World News

Python Catches Thai Woman, Holds Her For Two Hours Before Freeing Her

BANGKOK — A 64-year-old woman was preparing to do the evening dishes at her home outside Bangkok when she felt a sharp pain in her thigh and looked down to see a huge python grabbing her.

“I was going to draw water and when I sat down, it bit me immediately,” Arom Arunroj told Thai newspaper Thairath. “When I looked, I saw the snake coiling around me.”

The four- to five-metre-long (13- to 16-foot-long) python coiled around her torso, pressing her against her kitchen floor.

“I grabbed him by the head, but he wouldn’t let go,” she said. “He just kept tightening.”

Pythons are non-venomous constrictors, which kill their prey by gradually taking away their breath.

Leaning against her kitchen door, she screamed for help, but it was only when a neighbor happened to walk by about an hour and a half later and heard her screams that the authorities were called.

Police officer Anusorn Wongmalee, who responded Thursday, told The Associated Press that when he arrived, the woman was still leaning against her door, looking exhausted and pale, with the snake wrapped around her.

Police and animal control officers used a crowbar to hit the snake in the head until it let go and slithered away before it could be captured.

In total, Arom spent about two hours Tuesday evening in the python’s clutches before being released.

She was treated for several bites, but otherwise appeared unharmed in videos of her speaking to Thai media shortly after the incident.

Snake encounters are not uncommon in Thailand. Last year, 26 people were killed by venomous snake bites, according to government statistics. A total of 12,000 people were treated for bites from snakes and other venomous animals in 2023.

The reticulated python is the largest snake found in Thailand. Its size typically ranges from 1.5 to 6.5 meters (5 to 21 feet) and it weighs up to about 75 kilograms (165 pounds). Some have been found to be up to 10 meters (33 feet) long and weigh 130 kilograms (287 pounds).

Small pythons feed on small mammals such as rats, but larger snakes feed on pigs, deer, and even domestic dogs and cats. Attacks on humans are not common, although they do occur occasionally.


About this exercise:
The lines from the top of the data down to the line with "Task: Click on" should be repeated exactly, both ends included.

_ _ _

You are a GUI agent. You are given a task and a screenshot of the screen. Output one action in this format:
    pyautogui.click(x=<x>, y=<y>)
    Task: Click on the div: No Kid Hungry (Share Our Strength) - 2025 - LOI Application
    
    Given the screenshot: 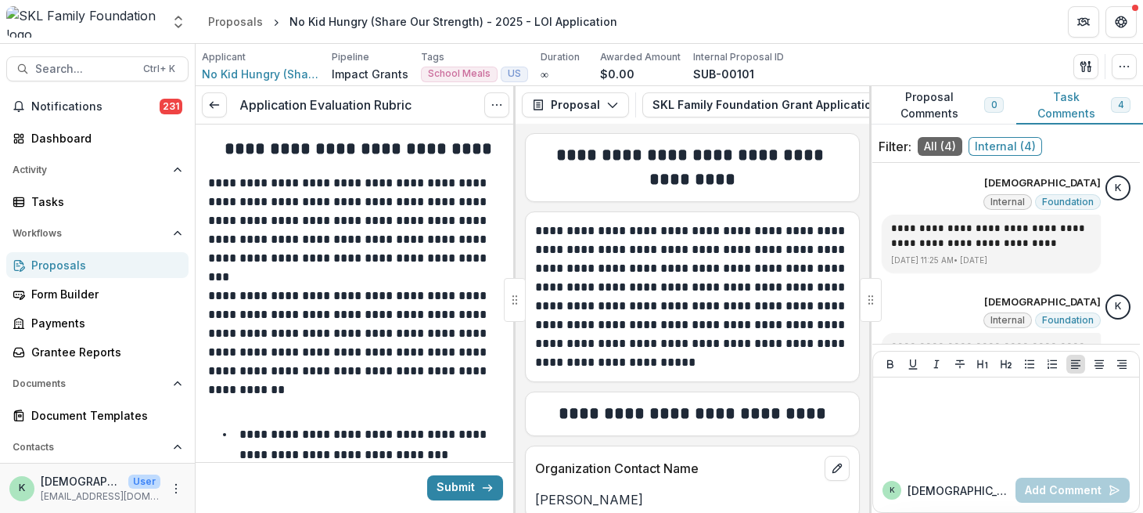 What is the action you would take?
    pyautogui.click(x=453, y=21)
    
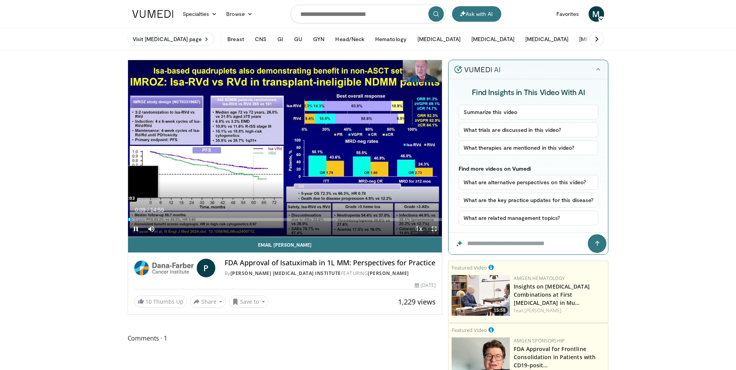 This screenshot has width=736, height=370. I want to click on button: What therapies are mentioned in this video?, so click(529, 148).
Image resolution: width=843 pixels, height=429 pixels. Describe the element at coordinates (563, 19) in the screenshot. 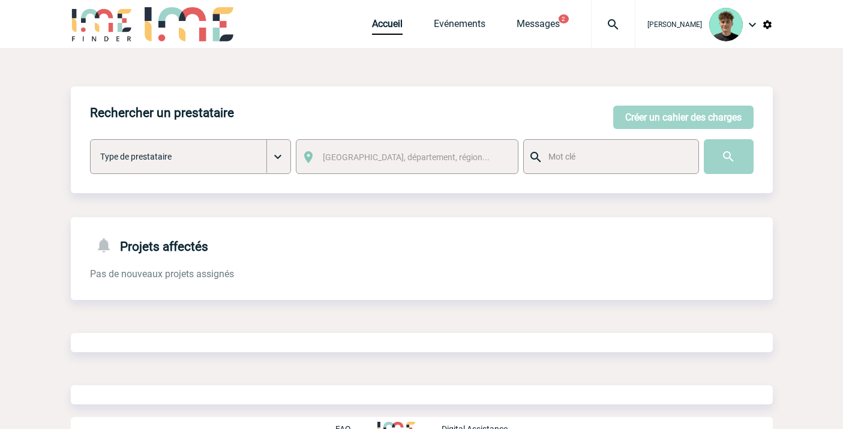

I see `button: 2` at that location.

_ _ _

Task output:
You are a GUI agent. You are given a task and a screenshot of the screen. Output one action in this format:
    pyautogui.click(x=<x>, y=<y>)
    Task: Click on the div: No Kid Hungry (Share Our Strength) - 2025 - LOI Application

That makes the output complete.